Thursday, October 23, 2014

LP Review: All Them Witches - Lightning At The Door




Much is said about the sophomore curse: when a band that had created such a great debut that they cannot hope to follow up on the second offering. All Them Witches either never got the memo or just don’t give a goddamn. Lightning at the Door is an absolute triumph from the Nashville band, blending spacey, stoned jamming with thundering sonic catastrophe. In a genre often bogged down with the re-hashed riffs from some forgotten resin tainted memory, All Them Witches are smart, determined and as pure as southern moonshine.

“Funereal for a Drunken Bird” lingers in the abyss for the first two minutes; flickering, dancing and, most importantly, burning into a fantastic introductory trip into their slow and brilliant world. When it finally blows out, the devilish boogie of "When God Comes Back” comes crushing into the horizon. Plodding waves of riffs pounce over the rhythmic southern drawl vocals. Blink and you could mistake the whole deal for some unheard Kings of Leon attempt at metal.

The weirdness continues on “Swallowed by the Sea” which begins like a lost Fleet Foxes song but turns into a dark, pillaging snake of a jam. Showing how Them Witches can turn off one road and start speeding down another with the change of a note. Recorded entirely live in the same room, Lightning is a look into what music may have been before big business and technology collaborated to kill the rock record; raw, ethereal and down right brilliant.

"Charles William” is a southern rock romp reminiscent of the Brought Lows bar room smokiness and the rebel yell dagger of Lynyrd Skynyrd. When you hear the words “I’m gonna raise the dead” slither out over the lingering melody, it’s hard not to believe these boys have already gone and done that.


Your assignment - What is the number of lines below that contain the string "capacitor"? Give it and nothing else.
BEGIN
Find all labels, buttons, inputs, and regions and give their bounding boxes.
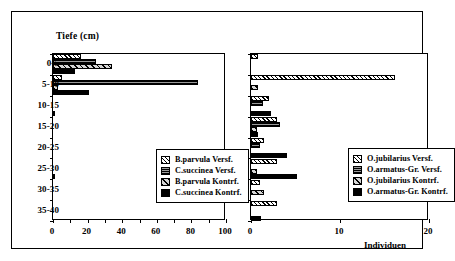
x-axis-label: 100 [218,226,232,236]
x-axis-tick [53,219,54,223]
depth-class-row [251,200,427,221]
bar [53,69,75,74]
y-axis-tick [248,200,252,201]
x-axis-tick [157,219,158,223]
x-axis-label: 40 [117,226,126,236]
legend-label: O.jubilarius Kontrf. [367,176,439,185]
depth-class-row [251,54,427,75]
legend-item: O.armatus-Gr. Kontrf. [353,186,448,197]
y-axis-label: 35-40 [38,205,60,215]
legend-label: C.succinea Kontrf. [175,188,242,197]
legend-item: O.armatus-Gr. Versf. [353,164,448,175]
figure-frame: Tiefe (cm) B.parvula Versf.C.succinea Ve… [11,11,423,249]
x-axis-tick [226,219,227,223]
x-axis-tick [70,219,71,223]
legend-swatch-icon [353,188,362,196]
y-axis-tick [50,96,54,97]
bar [251,201,277,206]
legend-label: O.armatus-Gr. Kontrf. [367,187,448,196]
y-axis-tick [50,200,54,201]
legend-item: O.jubilarius Kontrf. [353,175,448,186]
legend-swatch-icon [353,177,362,185]
legend-label: C.succinea Versf. [175,166,236,175]
x-axis-tick [174,219,175,223]
x-axis-tick [429,219,430,223]
bar [251,143,260,148]
x-axis-label: 20 [424,226,433,236]
y-axis-label: 25-30 [38,163,60,173]
legend-item: O.jubilarius Versf. [353,153,448,164]
legend-swatch-icon [161,189,170,197]
x-axis-tick [122,219,123,223]
y-axis-tick [50,75,54,76]
x-axis-label: 10 [335,226,344,236]
y-axis-tick [50,54,54,55]
y-axis-tick [248,179,252,180]
legend-swatch-icon [161,167,170,175]
y-axis-title: Tiefe (cm) [56,31,99,41]
depth-class-row [53,96,224,117]
x-axis-caption: Individuen [364,240,406,250]
depth-class-row [53,200,224,221]
y-axis-tick [248,75,252,76]
y-axis-tick [248,117,252,118]
depth-class-row [53,117,224,138]
x-axis-tick [88,219,89,223]
y-axis-tick [248,138,252,139]
bar [251,75,395,80]
depth-class-row [251,75,427,96]
bar [251,54,258,59]
x-axis-tick [251,219,252,223]
y-axis-label: 20-25 [38,142,60,152]
x-axis-label: 20 [82,226,91,236]
legend-swatch-icon [161,156,170,164]
chart-right-legend: O.jubilarius Versf.O.armatus-Gr. Versf.O… [348,148,455,202]
y-axis-tick [248,54,252,55]
legend-item: B.parvula Versf. [161,154,242,165]
bar [251,153,287,158]
y-axis-label: 15-20 [38,121,60,131]
legend-item: C.succinea Versf. [161,165,242,176]
y-axis-tick [248,158,252,159]
legend-label: O.armatus-Gr. Versf. [367,165,442,174]
legend-label: B.parvula Versf. [175,155,233,164]
x-axis-tick [340,219,341,223]
y-axis-tick [50,158,54,159]
legend-swatch-icon [353,166,362,174]
x-axis-label: 60 [151,226,160,236]
x-axis-tick [191,219,192,223]
bar [251,132,258,137]
x-axis-tick [105,219,106,223]
x-axis-tick [140,219,141,223]
y-axis-tick [50,179,54,180]
bar [251,174,297,179]
bar [53,111,55,116]
y-axis-tick [248,96,252,97]
bar [251,159,277,164]
legend-label: B.parvula Kontrf. [175,177,239,186]
bar [251,85,258,90]
bar [53,174,55,179]
bar [53,90,89,95]
x-axis-label: 80 [186,226,195,236]
x-axis-label: 0 [248,226,253,236]
legend-item: B.parvula Kontrf. [161,176,242,187]
y-axis-label: 30-35 [38,184,60,194]
legend-swatch-icon [353,155,362,163]
bar [251,216,261,221]
y-axis-label: 10-15 [38,100,60,110]
legend-label: O.jubilarius Versf. [367,154,433,163]
bar [251,111,271,116]
legend-swatch-icon [161,178,170,186]
bar [53,80,198,85]
legend-item: C.succinea Kontrf. [161,187,242,198]
depth-class-row [53,54,224,75]
depth-class-row [53,75,224,96]
x-axis-tick [209,219,210,223]
bar [251,101,263,106]
bar [251,190,264,195]
y-axis-label: 0-5 [47,58,59,68]
depth-class-row [251,117,427,138]
y-axis-label: 5-10 [42,79,59,89]
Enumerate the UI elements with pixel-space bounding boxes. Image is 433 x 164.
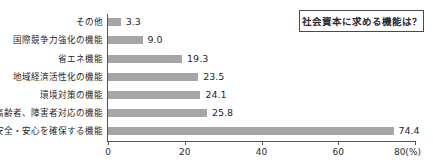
category-label: 安全・安心を確保する機能 (0, 127, 103, 136)
category-label: 国際競争力強化の機能 (13, 36, 103, 45)
bar-row: 安全・安心を確保する機能74.4 (0, 123, 433, 141)
x-tick-label-60: 60 (333, 147, 344, 157)
category-label: その他 (76, 18, 103, 27)
bar-row: 高齢者、障害者対応の機能25.8 (0, 105, 433, 123)
x-tick-label-80: 80(%) (394, 147, 421, 157)
bar (108, 73, 198, 81)
bar-row: 国際競争力強化の機能9.0 (0, 32, 433, 50)
x-tick-label-0: 0 (105, 147, 111, 157)
x-tick-40 (262, 141, 263, 145)
x-tick-0 (108, 141, 109, 145)
bar-value-label: 24.1 (205, 90, 226, 100)
bar-row: その他3.3 (0, 14, 433, 32)
bar-row: 地域経済活性化の機能23.5 (0, 68, 433, 86)
bar (108, 36, 143, 44)
x-tick-60 (338, 141, 339, 145)
bar-value-label: 19.3 (187, 54, 208, 64)
bar-value-label: 25.8 (212, 109, 233, 119)
plot-area: 020406080(%) その他3.3国際競争力強化の機能9.0省エネ機能19.… (0, 0, 433, 164)
bar (108, 18, 121, 26)
chart-screenshot: 社会資本に求める機能は？ 020406080(%) その他3.3国際競争力強化の… (0, 0, 433, 164)
x-tick-80 (415, 141, 416, 145)
x-tick-20 (185, 141, 186, 145)
bar-value-label: 3.3 (126, 18, 141, 28)
category-label: 地域経済活性化の機能 (13, 73, 103, 82)
bar-value-label: 23.5 (203, 72, 224, 82)
bar (108, 109, 207, 117)
bar-value-label: 9.0 (148, 36, 163, 46)
category-label: 省エネ機能 (58, 54, 103, 63)
bar (108, 127, 394, 135)
bar-value-label: 74.4 (399, 127, 420, 137)
category-label: 高齢者、障害者対応の機能 (0, 109, 103, 118)
category-label: 環境対策の機能 (40, 91, 103, 100)
bar (108, 55, 182, 63)
bar (108, 91, 200, 99)
x-tick-label-20: 20 (179, 147, 190, 157)
bar-row: 省エネ機能19.3 (0, 50, 433, 68)
x-tick-label-40: 40 (256, 147, 267, 157)
bar-row: 環境対策の機能24.1 (0, 86, 433, 104)
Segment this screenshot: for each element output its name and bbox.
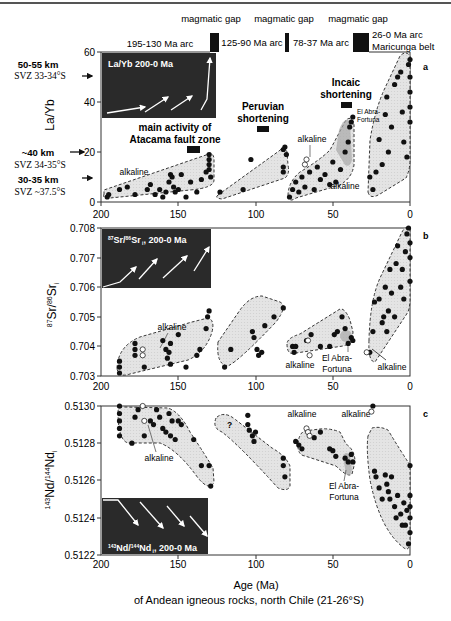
data-point [315,164,320,169]
data-point [407,119,412,124]
data-point [281,169,286,174]
data-point [191,437,196,442]
gap-label-1: magmatic gap [181,13,241,24]
data-point [395,493,400,498]
data-point [394,261,399,266]
arc-label-125-90: 125-90 Ma arc [221,37,283,48]
data-point [173,437,178,442]
data-point [157,187,162,192]
arc-label-78-37: 78-37 Ma arc [293,37,349,48]
data-point [377,296,382,301]
data-point [197,347,202,352]
panel-b-ytick-0704: 0.704 [70,341,95,352]
data-point [302,184,307,189]
panel-b-inset-title: 87Sr/86Sr i, 200-0 Ma [108,235,187,246]
data-point [293,344,298,349]
arc-label-maricunga: Maricunga belt [372,41,435,52]
figure: magmatic gap magmatic gap magmatic gap 1… [0,0,451,621]
data-point [389,474,394,479]
data-point [250,329,255,334]
data-point [194,189,199,194]
data-point [343,326,348,331]
data-point [208,174,213,179]
data-point [386,489,391,494]
panel-c-ytick-05122: 0.5122 [64,550,95,561]
data-point [387,497,392,502]
panel-a-letter: a [423,62,429,72]
data-point [217,189,222,194]
panel-c-question: ? [227,420,232,430]
panel-b-ytick-0703: 0.703 [70,371,95,382]
data-point [407,240,412,245]
data-point [377,137,382,142]
data-point [281,456,286,461]
data-point [142,433,147,438]
panel-c: 143Nd/144Nd i, 200-0 Ma 0.5130 0.5128 0.… [43,401,428,570]
data-point [281,463,286,468]
data-point [290,187,295,192]
data-point [117,370,122,375]
panel-b-alkaline-2: alkaline [286,360,315,370]
depth-30-35: 30-35 km [18,174,59,185]
arc-label-195-130: 195-130 Ma arc [127,38,194,49]
data-point [407,530,412,535]
data-point [281,164,286,169]
data-point [205,314,210,319]
panel-a-xtick-50: 50 [327,209,339,220]
panel-c-xtick-150: 150 [170,559,187,570]
data-point [406,225,411,230]
data-point [142,365,147,370]
panel-c-xtick-0: 0 [407,559,413,570]
data-point [251,335,256,340]
data-point [386,308,391,313]
panel-b-ytick-0707: 0.707 [70,253,95,264]
data-point [386,149,391,154]
data-point [282,144,287,149]
data-point [347,124,352,129]
data-point [188,179,193,184]
data-point [346,459,351,464]
arc-header: magmatic gap magmatic gap magmatic gap 1… [127,13,435,52]
data-point [395,74,400,79]
data-point [370,187,375,192]
alkaline-point [302,162,307,167]
data-point [346,341,351,346]
data-point [207,308,212,313]
data-point [179,172,184,177]
data-point [117,359,122,364]
data-point [259,350,264,355]
data-point [398,511,403,516]
panel-b-ylabel: 87Sr/86Sri [45,282,60,327]
panel-c-alkaline-2: alkaline [288,409,317,419]
data-point [407,104,412,109]
data-point [403,249,408,254]
data-point [406,62,411,67]
data-point [253,430,258,435]
data-point [251,439,256,444]
panel-c-xtick-200: 200 [93,559,110,570]
data-point [350,459,355,464]
data-point [394,515,399,520]
panel-b-xtick-100: 100 [248,381,265,392]
data-point [148,182,153,187]
alkaline-point [140,353,145,358]
data-point [168,362,173,367]
atacama-label-2: Atacama fault zone [129,134,221,145]
data-point [183,365,188,370]
data-point [299,446,304,451]
svz-33-34: SVZ 33-34°S [14,71,66,81]
data-point [207,152,212,157]
depth-40: ~40 km [22,147,55,158]
panel-b-xtick-200: 200 [93,381,110,392]
data-point [372,469,377,474]
alkaline-point [307,433,312,438]
data-point [350,114,355,119]
data-point [117,418,122,423]
depth-50-55: 50-55 km [18,59,59,70]
data-point [160,194,165,199]
data-point [389,124,394,129]
data-point [194,353,199,358]
alkaline-point [140,403,145,408]
data-point [170,174,175,179]
data-point [398,69,403,74]
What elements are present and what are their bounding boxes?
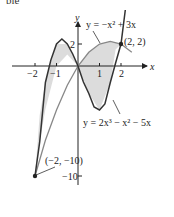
cubic-label: y = 2x³ − x² − 5x	[83, 117, 151, 128]
annotation-2-2: (2, 2)	[124, 36, 146, 48]
x-axis-label: x	[149, 61, 155, 72]
annotation-neg2-neg10: (−2, −10)	[45, 155, 83, 167]
annotation-leader	[36, 167, 55, 175]
y-tick-label: 2	[70, 39, 75, 50]
y-tick-label: −10	[62, 171, 78, 182]
y-axis-label: y	[74, 12, 80, 23]
chart: −2 −1 1 2 2 −10 x y (2, 2) (−2, −10) y =…	[0, 0, 174, 217]
parabola-label: y = −x² + 3x	[86, 19, 136, 30]
x-tick-label: 1	[97, 68, 102, 79]
cubic-leader	[113, 100, 120, 114]
point-2-2	[119, 42, 123, 46]
x-tick-label: −1	[50, 68, 61, 79]
parabola-leader	[93, 31, 100, 43]
x-tick-label: 2	[119, 68, 124, 79]
x-tick-label: −2	[27, 68, 38, 79]
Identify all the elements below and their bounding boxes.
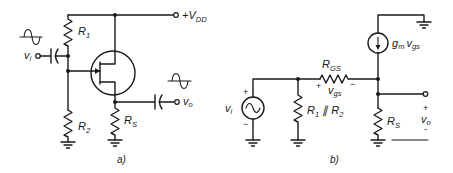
vgs-label: vgs bbox=[328, 84, 342, 98]
vdd-label: +VDD bbox=[182, 9, 207, 24]
r2-label: R2 bbox=[78, 120, 91, 135]
output-capacitor-icon bbox=[115, 95, 174, 109]
panel-b-caption: b) bbox=[330, 154, 339, 165]
ground-icon bbox=[291, 140, 305, 146]
panel-b-small-signal-model: + − vi R1 ∥ R2 RGS + − vgs gmvgs + vo - bbox=[225, 15, 431, 165]
r1-label: R1 bbox=[78, 25, 90, 40]
rs-label: RS bbox=[124, 114, 137, 129]
r1-parallel-r2-resistor-icon bbox=[294, 79, 302, 140]
circuit-diagram: +VDD R1 vi vo R2 bbox=[0, 0, 453, 173]
rgs-resistor-icon bbox=[320, 75, 378, 83]
vo-label: vo bbox=[183, 95, 193, 109]
vo-terminal bbox=[175, 100, 180, 105]
vdd-terminal bbox=[174, 13, 179, 18]
rgs-label: RGS bbox=[322, 58, 341, 73]
vi-minus-sign: − bbox=[243, 119, 248, 129]
rs-label: RS bbox=[387, 115, 400, 130]
ground-icon bbox=[417, 22, 431, 28]
ground-icon bbox=[61, 142, 75, 148]
r1-resistor-icon bbox=[64, 15, 72, 56]
vi-label: vi bbox=[24, 49, 32, 63]
drain-to-ground-wire bbox=[378, 15, 424, 33]
panel-a-jfet-source-follower: +VDD R1 vi vo R2 bbox=[20, 9, 207, 165]
rs-resistor-icon bbox=[111, 102, 119, 140]
vgs-minus-sign: − bbox=[350, 79, 355, 89]
jfet-transistor-icon bbox=[91, 15, 135, 102]
r1-parallel-r2-label: R1 ∥ R2 bbox=[307, 104, 344, 119]
vgs-plus-sign: + bbox=[316, 81, 321, 91]
ground-icon bbox=[108, 140, 122, 146]
vo-plus-sign: + bbox=[423, 103, 428, 113]
ground-icon bbox=[246, 140, 260, 146]
output-sine-wave-icon bbox=[168, 74, 191, 89]
panel-a-caption: a) bbox=[117, 154, 126, 165]
tilde-icon bbox=[246, 104, 260, 113]
vo-terminal bbox=[423, 92, 428, 97]
r2-resistor-icon bbox=[64, 110, 72, 142]
input-capacitor-icon bbox=[40, 49, 68, 63]
gm-vgs-label: gmvgs bbox=[392, 37, 420, 51]
vi-plus-sign: + bbox=[243, 87, 248, 97]
vi-label: vi bbox=[225, 102, 233, 116]
rs-resistor-icon bbox=[374, 108, 382, 140]
input-sine-wave-icon bbox=[20, 30, 42, 45]
vo-minus-sign: - bbox=[424, 124, 427, 134]
ground-icon bbox=[371, 140, 385, 146]
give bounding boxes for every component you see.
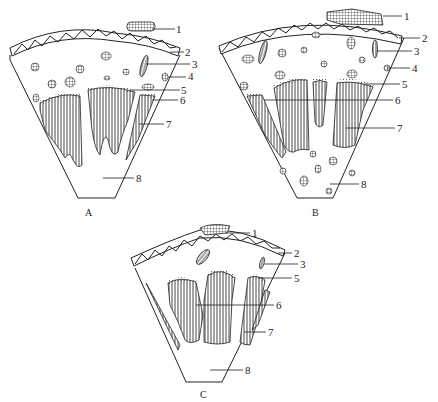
panel-b-fiber-bundle-middle [313,81,327,127]
panel-c-fiber-bundle-middle [204,272,235,344]
panel-a-fiber-bundle-middle [88,87,135,155]
panel-c: 1 2 3 5 6 7 8 C [131,224,306,400]
panel-b-label-4: 4 [412,62,418,74]
panel-a-cortex-band [10,30,180,56]
panel-c-label-6: 6 [276,299,282,311]
panel-b: 1 2 3 4 5 6 7 8 B [219,9,428,218]
panel-a: 1 2 3 4 5 6 7 8 A [10,22,198,218]
panel-b-cell-1 [327,9,383,25]
panel-c-label-3: 3 [300,258,306,270]
panel-b-label-2: 2 [422,32,428,44]
panel-b-fiber-bundle-right [333,82,373,147]
panel-c-caption: C [200,389,207,400]
panel-c-label-2: 2 [294,247,300,259]
panel-b-label-7: 7 [397,122,403,134]
panel-b-label-8: 8 [361,178,367,190]
panel-c-cell-3a [194,248,212,267]
panel-a-cell-3 [138,55,149,78]
diagram-canvas: 1 2 3 4 5 6 7 8 A [0,0,438,402]
panel-b-label-5: 5 [402,78,408,90]
panel-c-label-1: 1 [252,227,258,239]
panel-a-caption: A [85,207,93,218]
panel-a-label-7: 7 [166,118,172,130]
panel-c-cell-1 [200,224,230,235]
panel-c-cell-3b [259,257,266,270]
panel-b-cell-3b [373,40,378,58]
panel-a-label-2: 2 [185,46,191,58]
panel-a-cell-1 [127,22,155,31]
panel-c-label-5: 5 [294,272,300,284]
panel-a-fiber-bundle-left [40,95,82,167]
panel-a-label-1: 1 [176,23,182,35]
panel-b-caption: B [312,207,319,218]
panel-b-label-1: 1 [404,10,410,22]
panel-b-label-3: 3 [414,45,420,57]
panel-b-cell-3a [257,40,269,65]
panel-a-label-6: 6 [180,94,186,106]
panel-c-label-7: 7 [268,326,274,338]
panel-c-label-8: 8 [245,364,251,376]
panel-b-label-6: 6 [395,94,401,106]
panel-a-label-4: 4 [188,70,194,82]
panel-a-label-8: 8 [136,172,142,184]
panel-a-label-3: 3 [192,58,198,70]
END
Exercise result - 2